Problem description | Copy verbatim the span of lines beginning at the line that contains "Describe the element" and ending with the final line of the data. Exclude pictures from the copy.

::: Data for analysis

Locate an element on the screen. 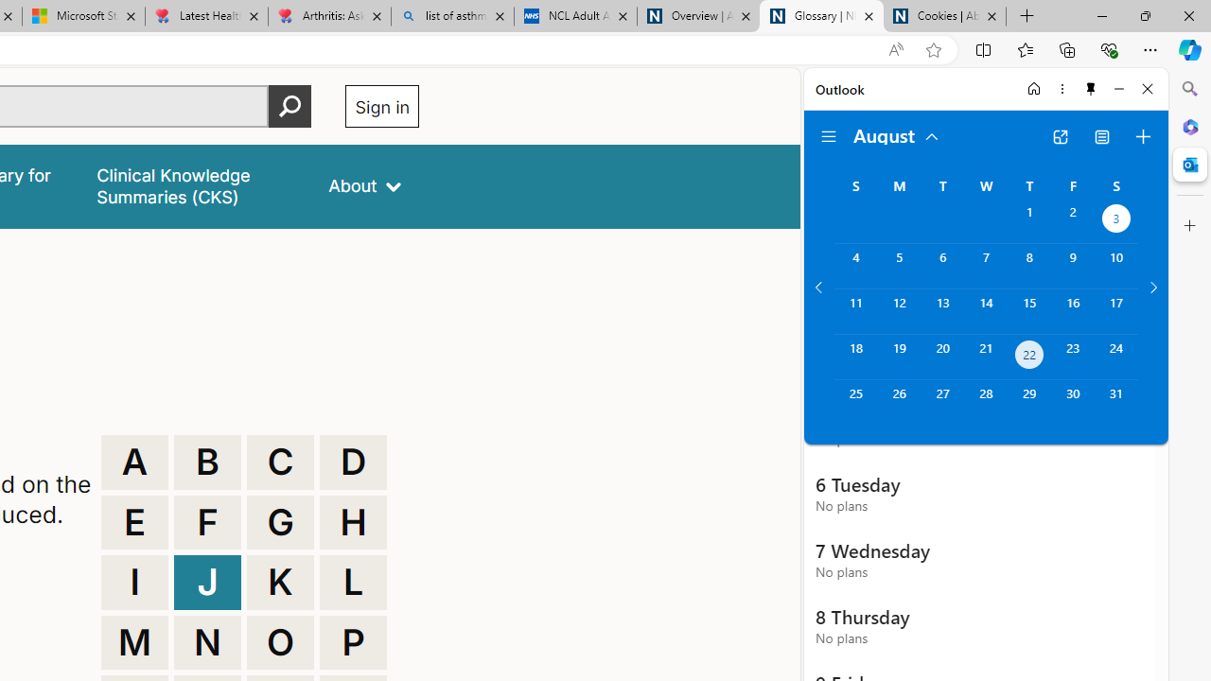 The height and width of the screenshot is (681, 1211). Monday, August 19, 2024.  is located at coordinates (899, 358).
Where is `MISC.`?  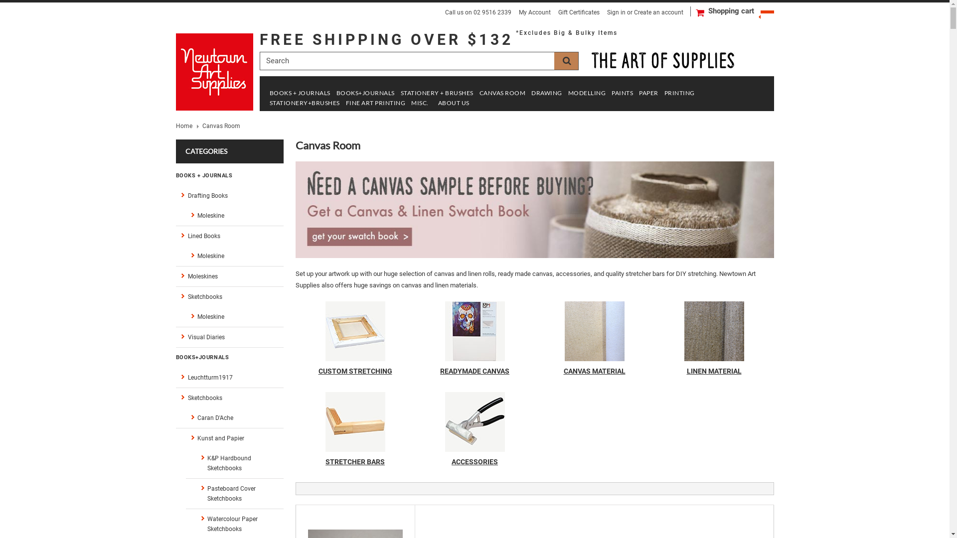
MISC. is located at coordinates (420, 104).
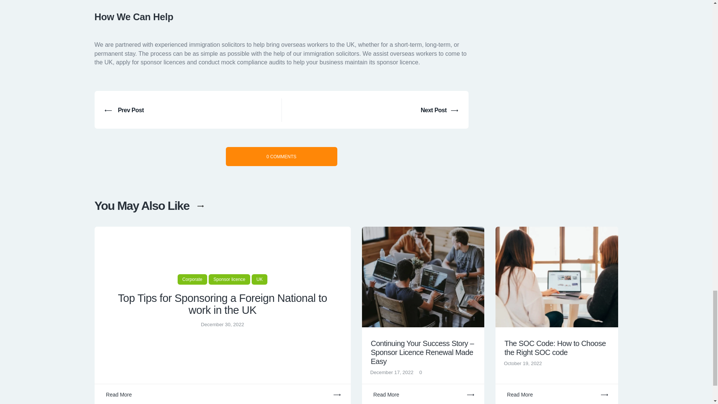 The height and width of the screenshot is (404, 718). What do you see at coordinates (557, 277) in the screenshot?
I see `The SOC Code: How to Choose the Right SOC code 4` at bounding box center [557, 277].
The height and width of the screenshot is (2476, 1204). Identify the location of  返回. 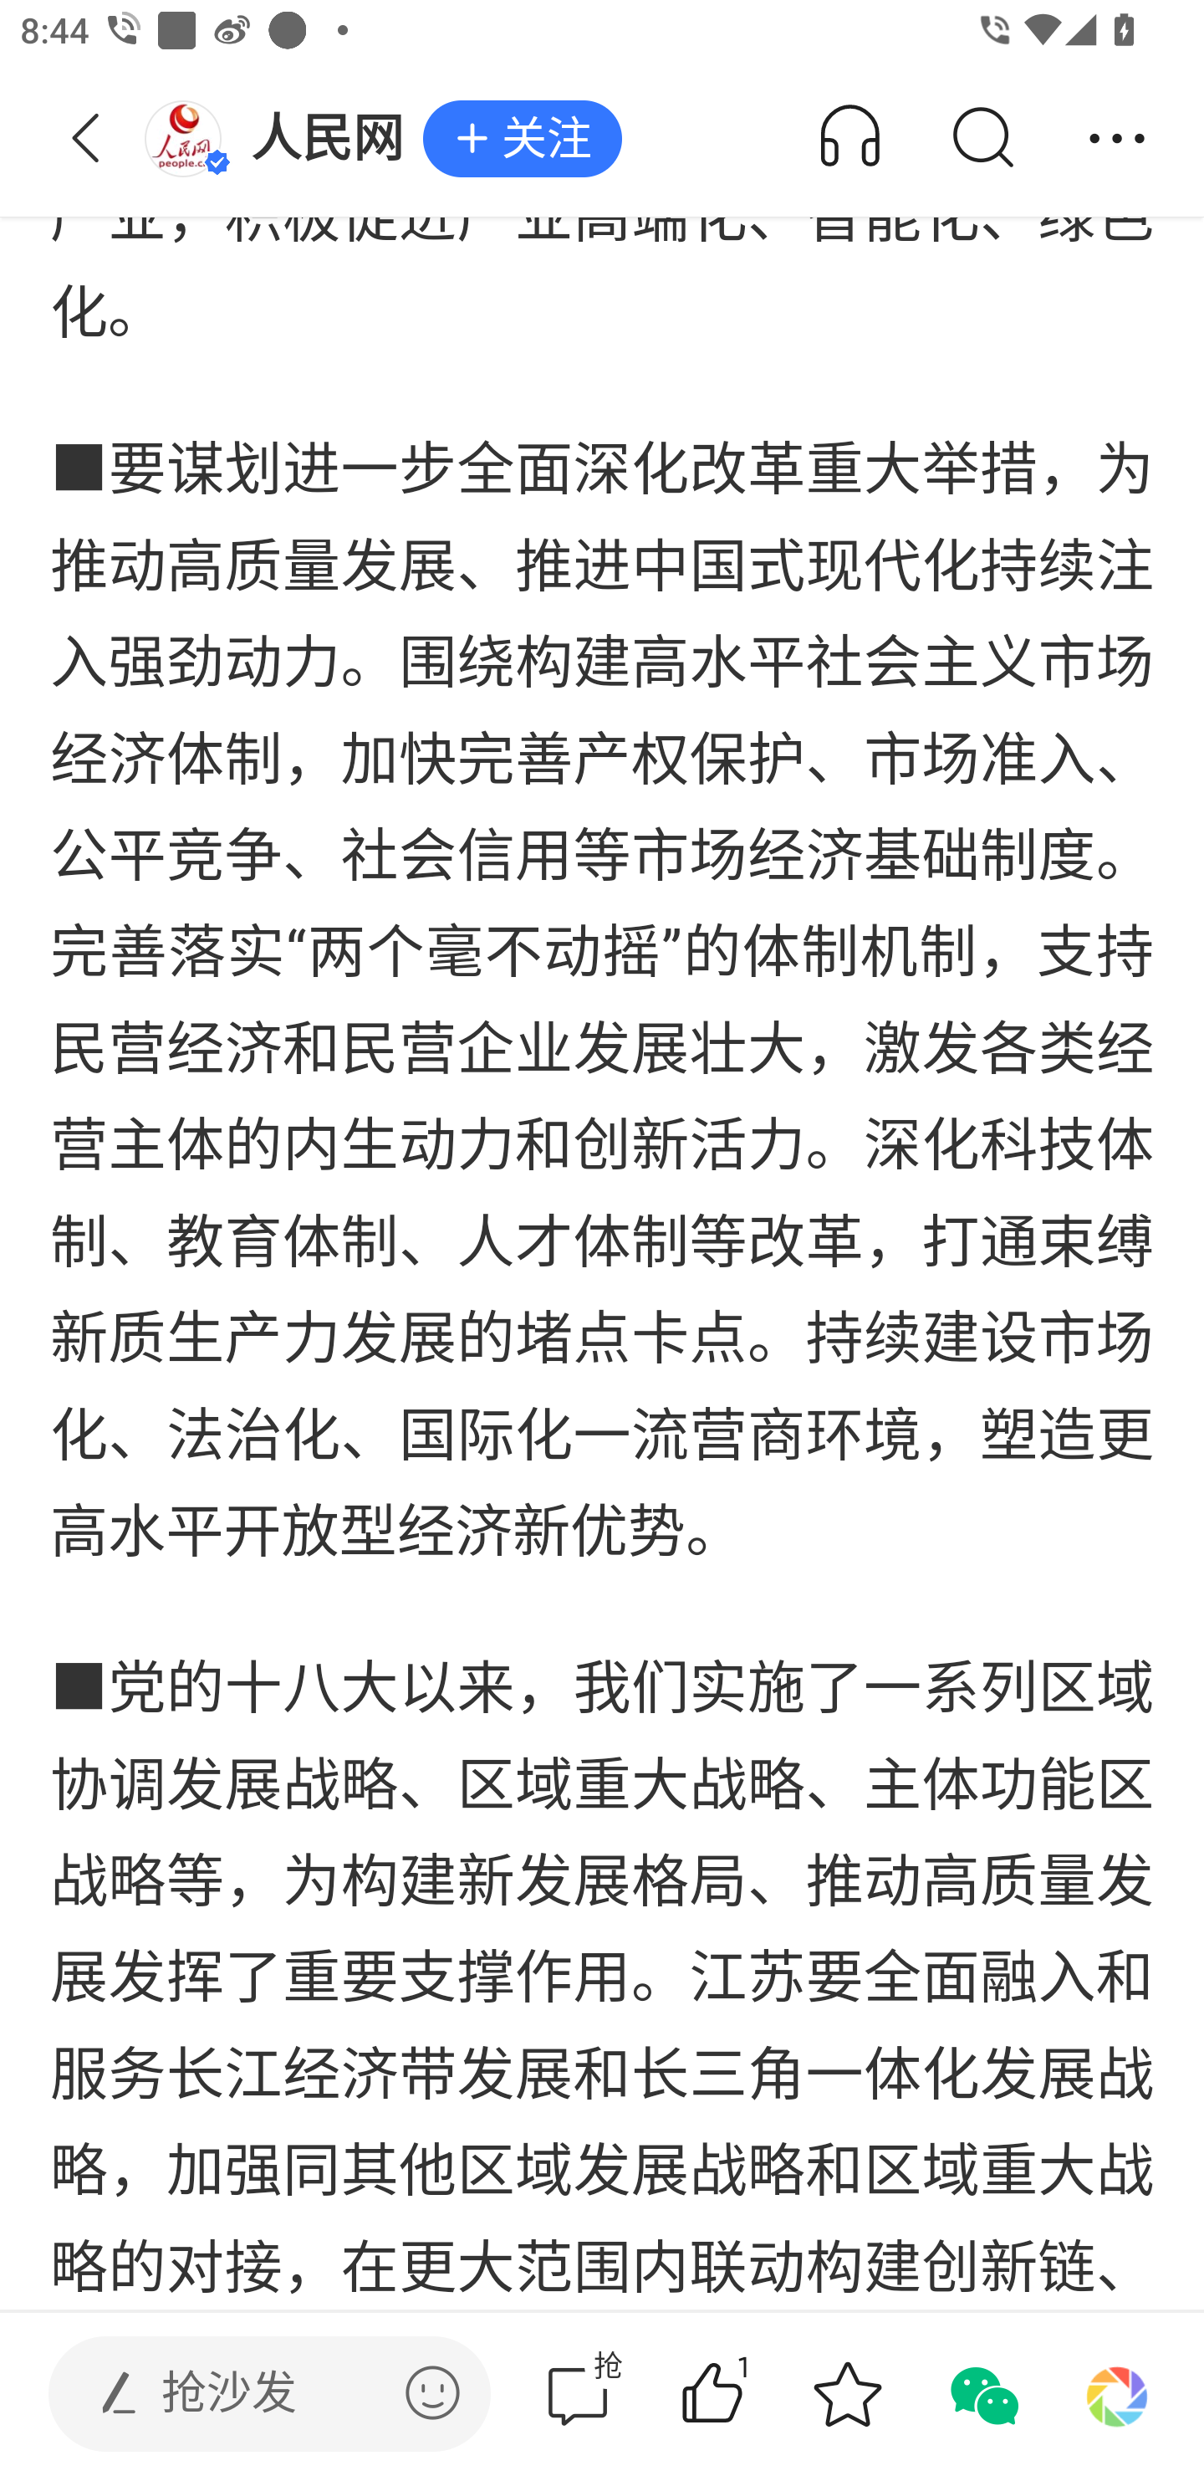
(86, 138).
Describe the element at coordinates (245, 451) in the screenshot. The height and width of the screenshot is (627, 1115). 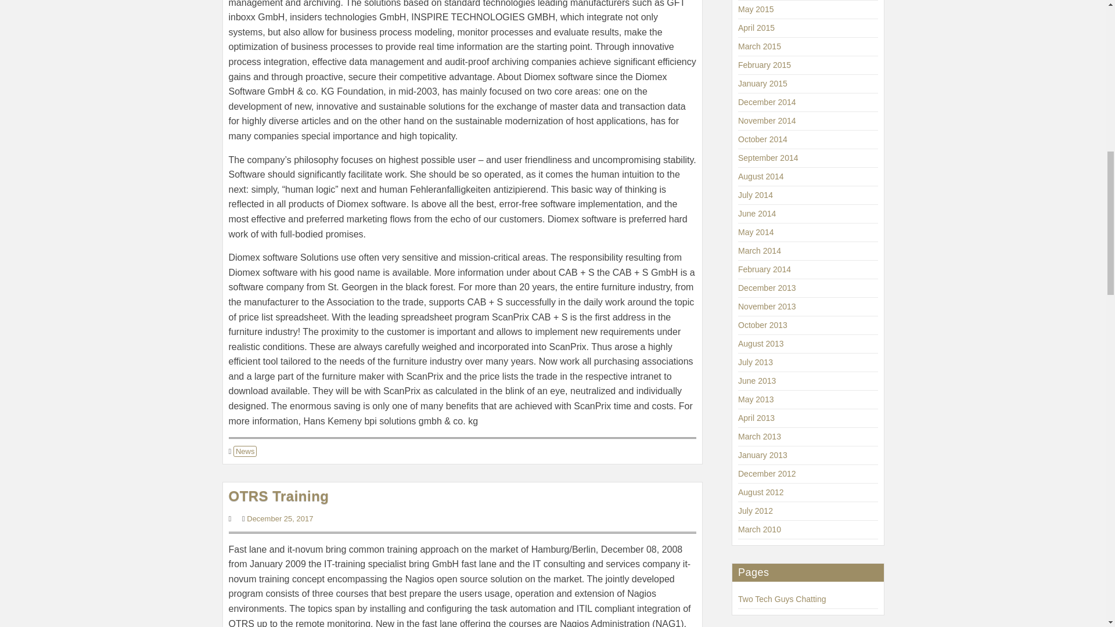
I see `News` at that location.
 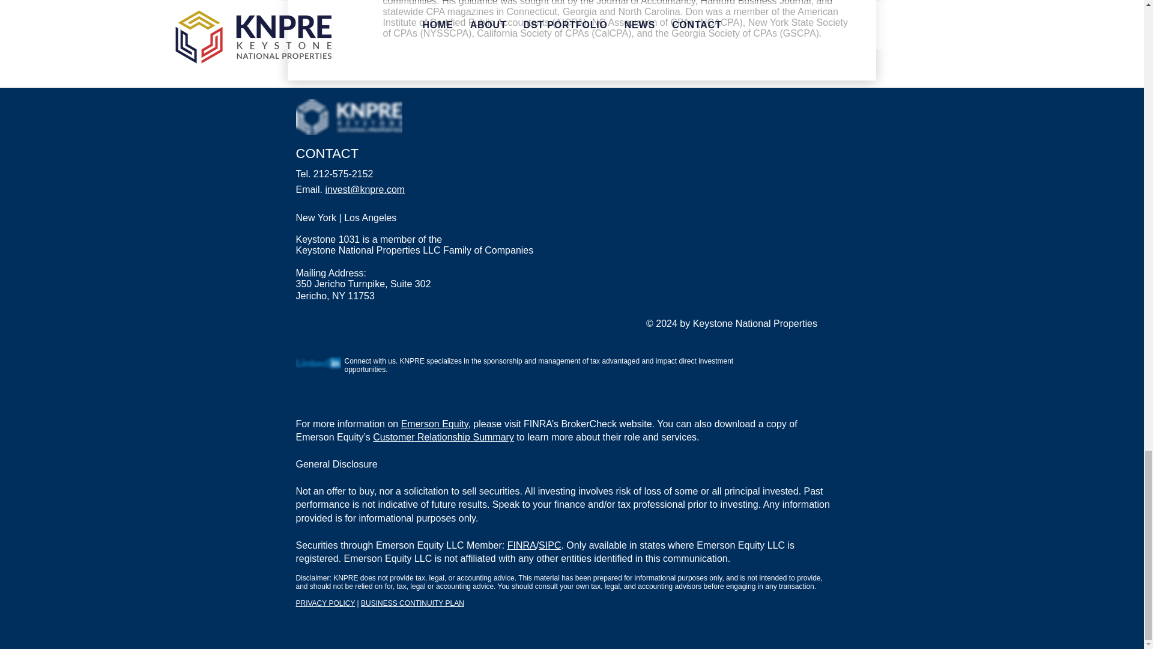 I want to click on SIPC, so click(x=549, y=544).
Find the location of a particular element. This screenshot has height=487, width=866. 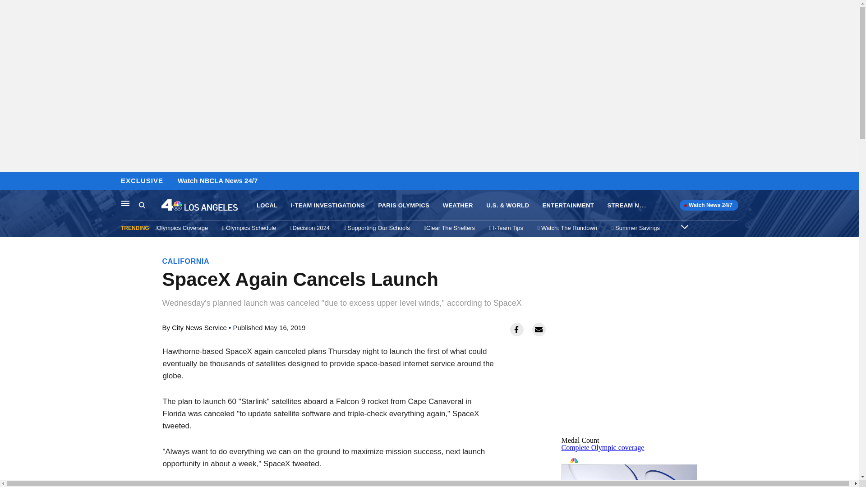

::::::

Reply to the exercise |
Describe the element at coordinates (245, 451) in the screenshot. The height and width of the screenshot is (627, 1115). 
I see `News` at that location.
  I want to click on SIPC, so click(x=549, y=544).
Find the location of a particular element. This screenshot has height=487, width=866. 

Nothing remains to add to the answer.